§ DATA TO PROCESS
[Start of Attachment]
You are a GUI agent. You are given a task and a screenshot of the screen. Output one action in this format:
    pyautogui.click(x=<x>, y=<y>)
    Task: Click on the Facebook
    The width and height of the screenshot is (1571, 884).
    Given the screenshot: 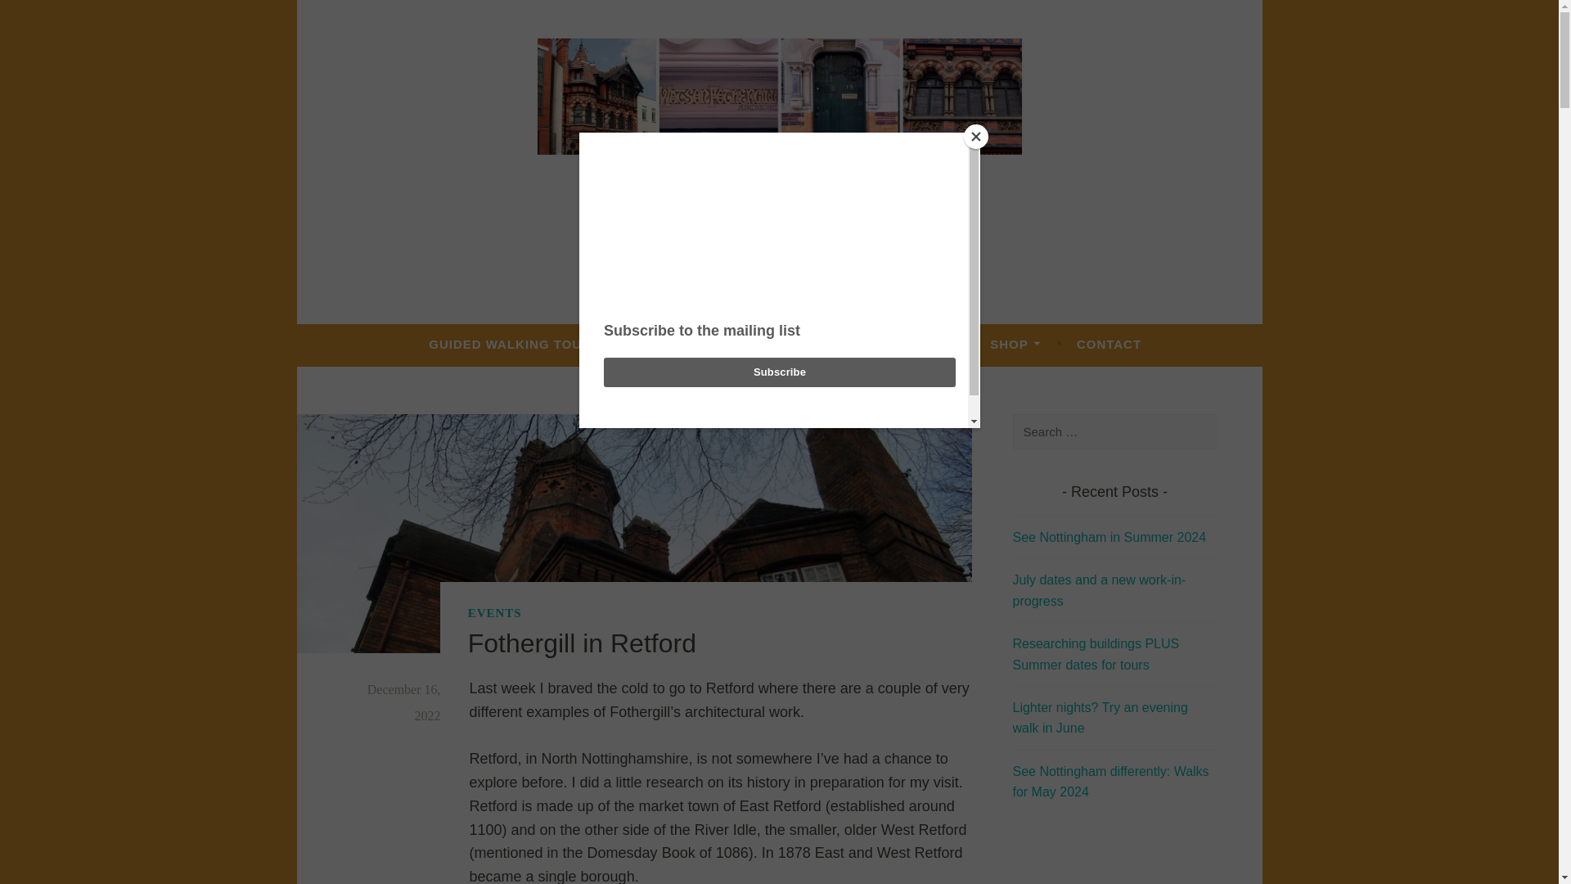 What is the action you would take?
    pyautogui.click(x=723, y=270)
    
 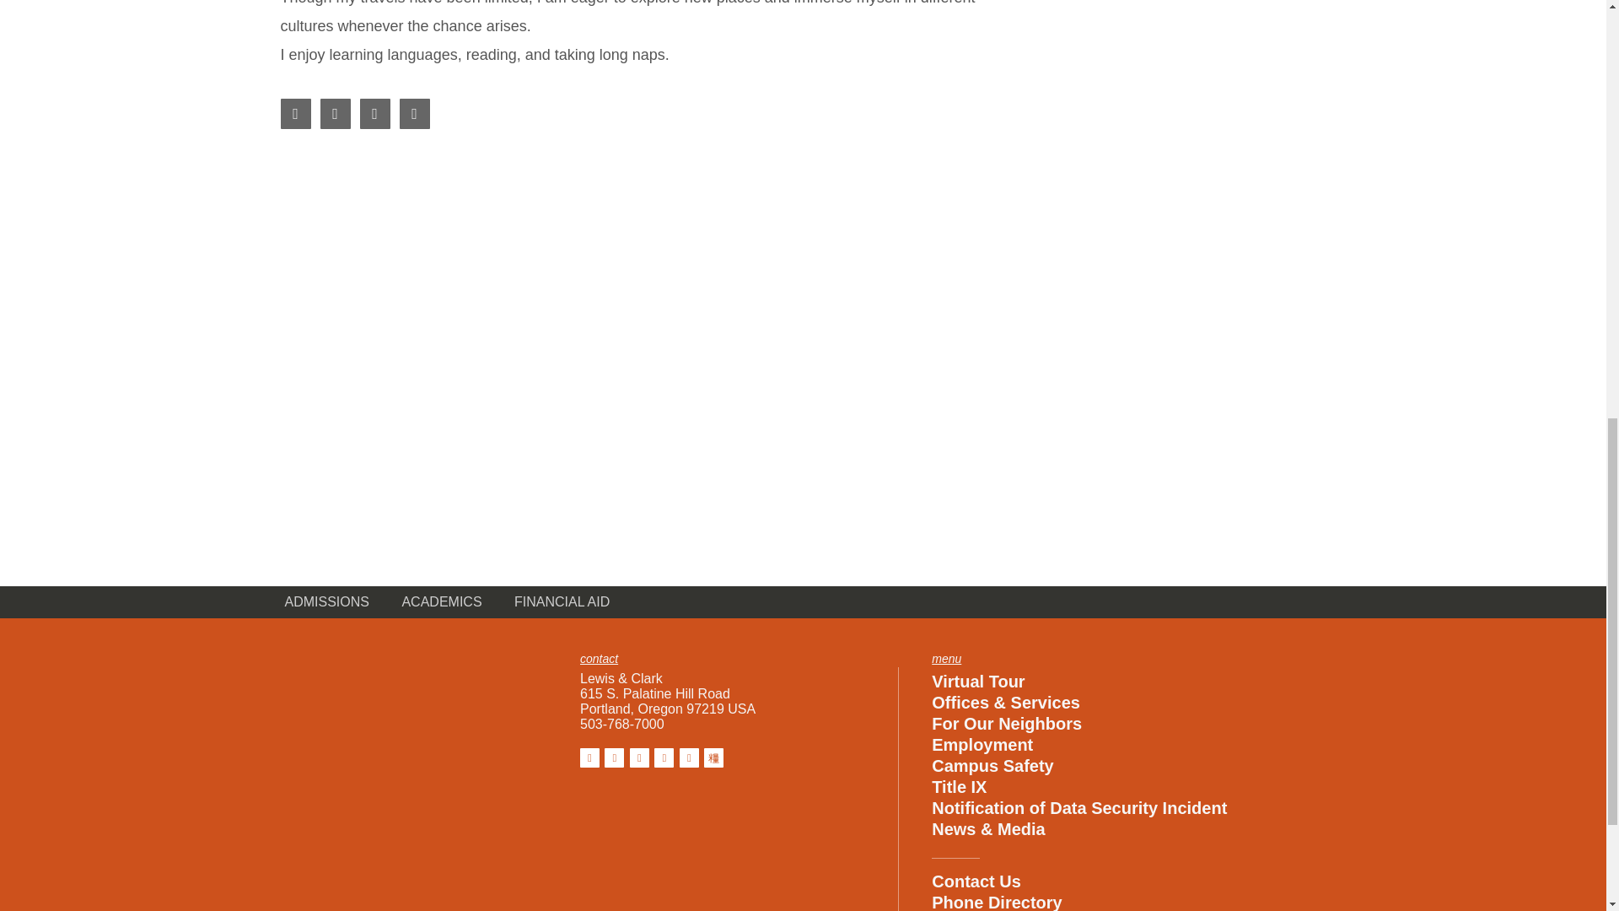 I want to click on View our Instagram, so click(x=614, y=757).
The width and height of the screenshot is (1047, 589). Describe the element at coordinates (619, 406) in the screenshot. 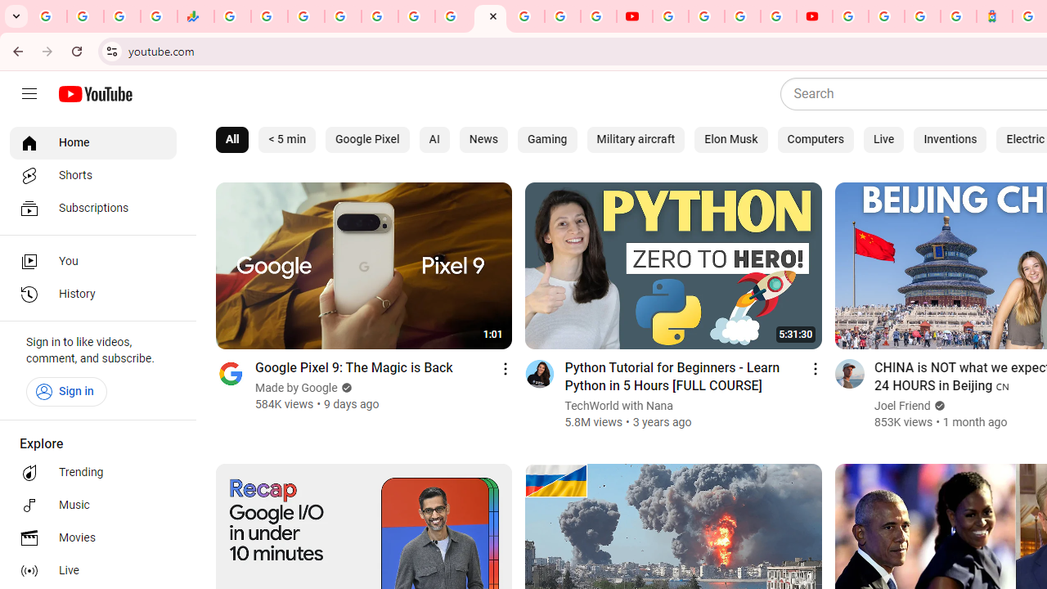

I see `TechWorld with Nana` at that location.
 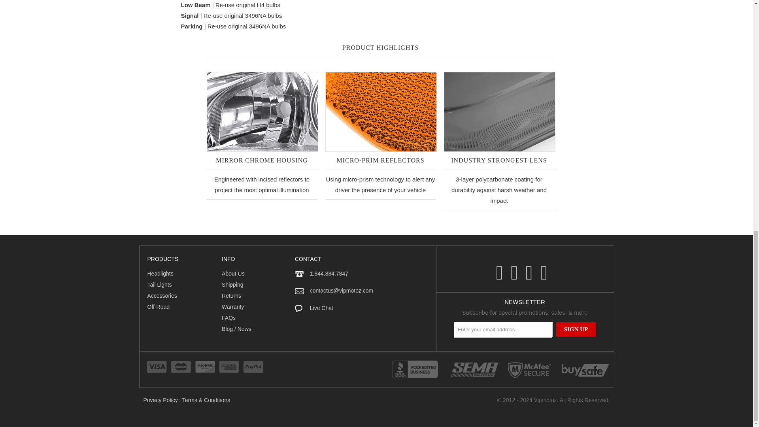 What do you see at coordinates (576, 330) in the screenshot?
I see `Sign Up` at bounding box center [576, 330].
[End of Attachment]
§ DIRECTIONS FOR THIS TASK
Please set down only the lines from the one containing "The width and height of the screenshot is (1047, 589)." through the end of the entries, exactly as they stand, both ends included and with no pictures.

§ RESPONSE
The width and height of the screenshot is (1047, 589). Describe the element at coordinates (619, 406) in the screenshot. 

I see `TechWorld with Nana` at that location.
  What do you see at coordinates (576, 330) in the screenshot?
I see `Sign Up` at bounding box center [576, 330].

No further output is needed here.